Incentive Pay for Congress Would Fix the Economy: A Modest Proposal

Members of Congress currently receive 174,000 smackeroos per year in base salary. What we should do is cut that salary to $100,000 per year, but provide incentives if Congress is able to successfully lower the unemployment rate.
This post was published on the now-closed HuffPost Contributor platform. Contributors control their own work and posted freely to our site. If you need to flag this entry as abusive, send us an email.

Congress is concerned about dysfunctional incentives in the economy. It ought also to look at itself.

Congress is very good at telling the rest of us that we ought to be risk takers, but never takes any risks itself. It votes itself high pay, superb pensions, a gym and pool, preferred parking at National Airport, a healthy expense account, and, while they are at it, health insurance from a large pool of plans that the Republican Congress wants to deny the rest of us. As Chuck Grassley (R-IA) told his constituent at a Town Hall meeting, "if you want insurance like mine, get a job with the federal government".

Many Republicans ran for office declaring they would run the government, "like a business", a very curious claim since businesses are supposed to be profitable, and governments do those things that businesses do not. That is, one can be profitable selling an awesome quiche in the suburbs, but being profitable dispensing food stamps is fraud.

If they are serious, however, there is one way they can operate like a business. Cut their base pay and provide large incentive bonuses should the economy hit certain goals.

Properly formulated, unemployment is the only goal that needs to be measured. And, the Bureau of Labor Statistics does that by objective standards every quarter.

Here is how it could work.

Members currently receive 174,000 smackeroos per year in base salary (see, Grassley was right!). Cut that salary to $100,000 per year, but provide the following incentive bonuses:
Unemployment rate
8%:$20,000
7%:$40,000
6%:$90,000
5%:$150,000
4%:$300,000

Add a clawback provision should a bonus be paid but unemployment increases over the next several years to ensure at least an intermediate term, and not just a short-term focus, and the stars will be aligned for good, effective policy.

Congress's initial objection to this, of course, is that there are many forces they do not control that could affect our economy, and thus employment. What happens if China's economy slows, or there is another terrorist attack like Tucson on our soil? Welcome, my dear boys and girls, to the real world. Businesses face the same challenges with far less power to do anything about it themselves.

Constituents may object that we ought not bonus Congress for doing what it should be doing anyhow. That is certainly true, but the same could be said for managers and employees in business. There is good evidence that financial rewards linked to concrete achievements improve performance.

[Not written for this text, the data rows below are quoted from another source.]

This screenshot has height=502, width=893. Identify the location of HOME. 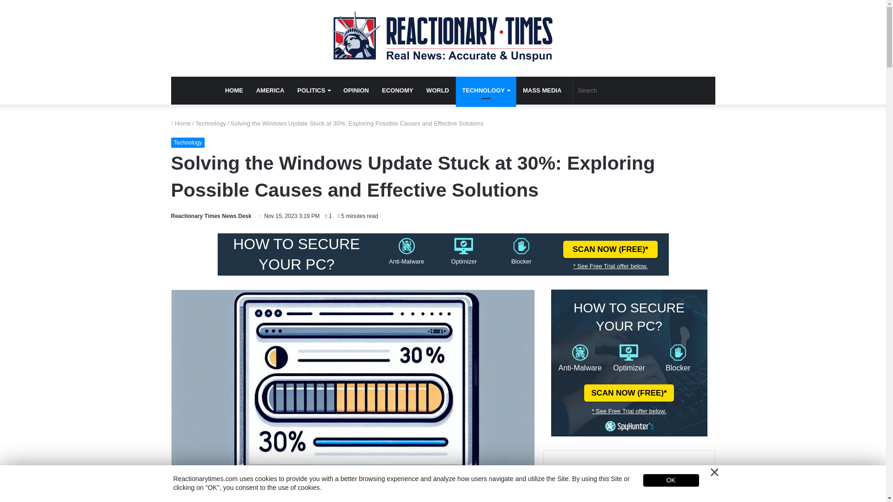
(234, 90).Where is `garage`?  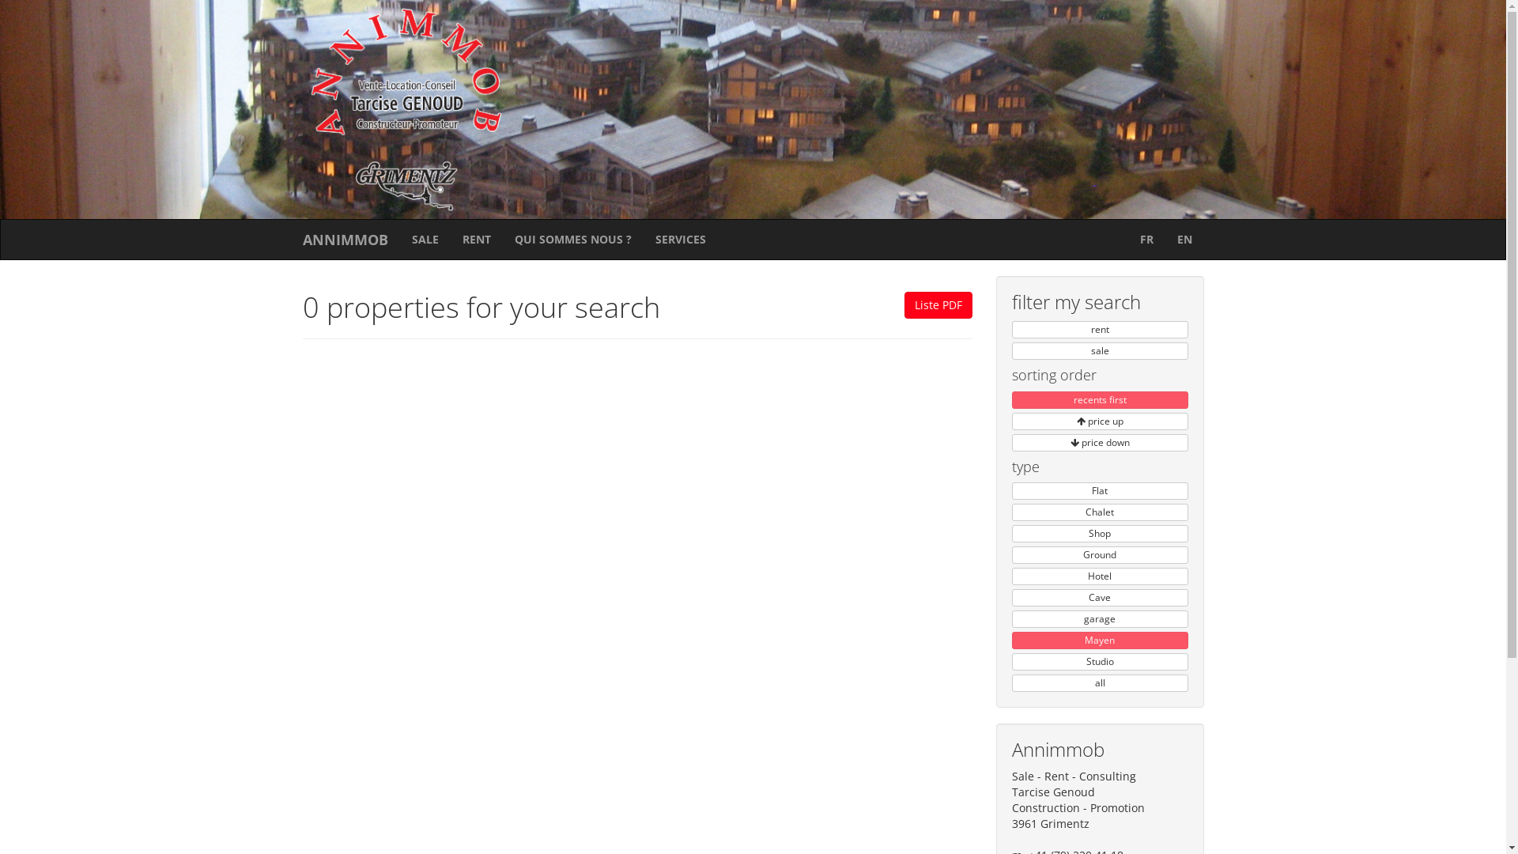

Then, watch what happens. Suddenly, ideological purity will vanish--just recall laissez-faire proselytizers, and beneficiaries, Henry Paulson and George W. Bush pleading for $700B government intervention to rescue the banks (and do not forget the original proposal that there could never be any oversight or any accounting as to how that money was spent!). Also, note that even Michelle Bachmann takes wicked federal subsidies for herself.

Suddenly, sending money to localities to keep teachers, firefighters, police employed will not be such a bad idea. Investing in new energy sources--not such a bad idea. Providing incentives to small businesses to hire--not such a bad idea. Investing in infrastructure--not such a bad idea. Another stimulus package--by another name of course--not such a bad idea. Keynesian economics will still not work in rightwing essays and journals---but it will not longer be such a bad idea for policy.

Wait, you say. Providing those incentives to create jobs will cost money, and if these "perverse" incentives are in place, Congress will just bust the budget.

Perhaps, but that is where the clawback provisions temper their zeal and where the debate will rest, on the long-term impacts of short-term spending and deficits to put people back to work. One notes, of course, that revenues will rise from more employed people paying taxes, and that transfer payments will be reduced due to less need. But, the net effect will be an increase in the deficit--at least for the short run.

But, most expect to be in Congress for several terms, and will be if the economy turns up and jobs are created. If their spending indeed has negative long-term negative impacts, then the economy will tank again, unemployment will skyrocket, they will lose their seats and/or no longer make high salaries, and the clawback provisions will kick in whether or not they remain in Congress.

Of course, the Congress would never make itself accountable with its own salaries and perks at risk. The elite ply Congress with campaign checks and "information", substantially reducing their risk, and driving their percentage of the nation's wealth continually higher.

Risk is for the rest of us. Or, haven't you noticed?